Re: [SLUG-POL] Important, biased commentary--courtesy of me

From: R P Herrold (herrold@owlriver.com)
Date: Wed Nov 06 2002 - 00:11:55 EST


On Tue, 5 Nov 2002, Paul M Foster wrote:

> Russ mentioned a case back in the 1700's one time, the first one where
> the federal Supreme Court decided to "interpret" the law. Might have
> been a good idea to start impeaching judges right then. Then maybe we
> wouldn't have had to deal with 200+ years of judges doing it.

Marbury v. Madison.
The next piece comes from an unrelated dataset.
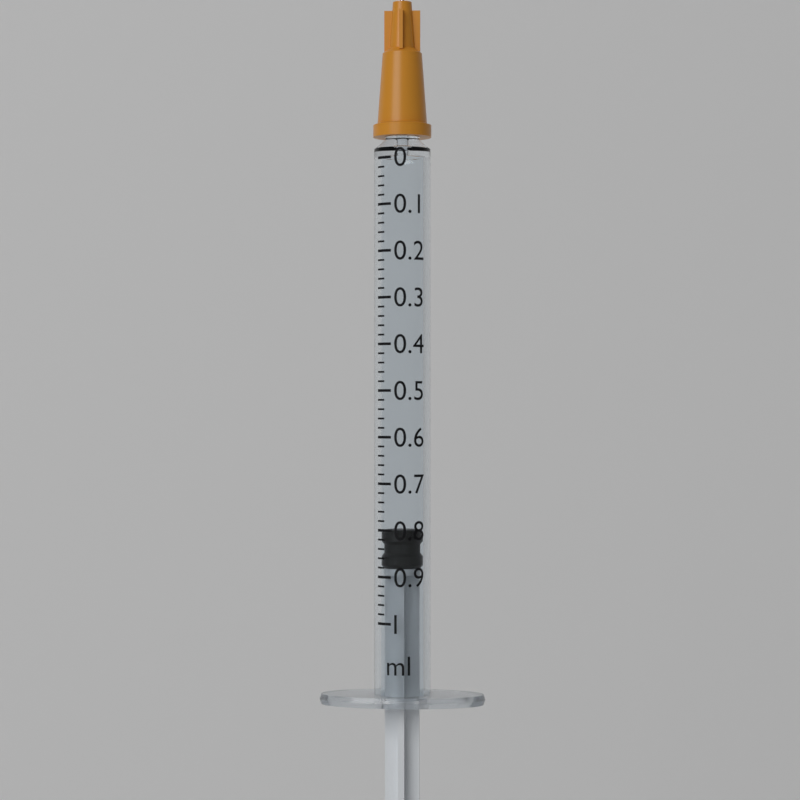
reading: 0.80 ml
A well stated precis is at:
   http://www.jmu.edu/madison/marbury/background.htm

Particularly telling is this excerpt:
 "But through its role as arbiter of the Constitution, [the
federal Supreme Court] has, especially in the twentieth
century, been the chief agency for the expansion of individual
rights." --

Clothing the federal Judiciary's 'role as arbiter' -- a
hopefully neutral referee -- to put a sugar coat on the
judicial activism from 1950 on, is a pretty nice prevarication
-- it is raw judicial usupration of the political checks and
balances between the three Branches.

But back from 1787 through through Reconstruction, the federal
government was a mere shadow of what it became after 1929 --
heck, federal courthouses were still pretty sleepy places
until after WW II

The 'popular' abnegation of personal responsibility, the
emergence and unchecked growth of the 'entitlement' mentality,
and the secular 'liberalization' of the US culture are not
hopeful signs within the last half century.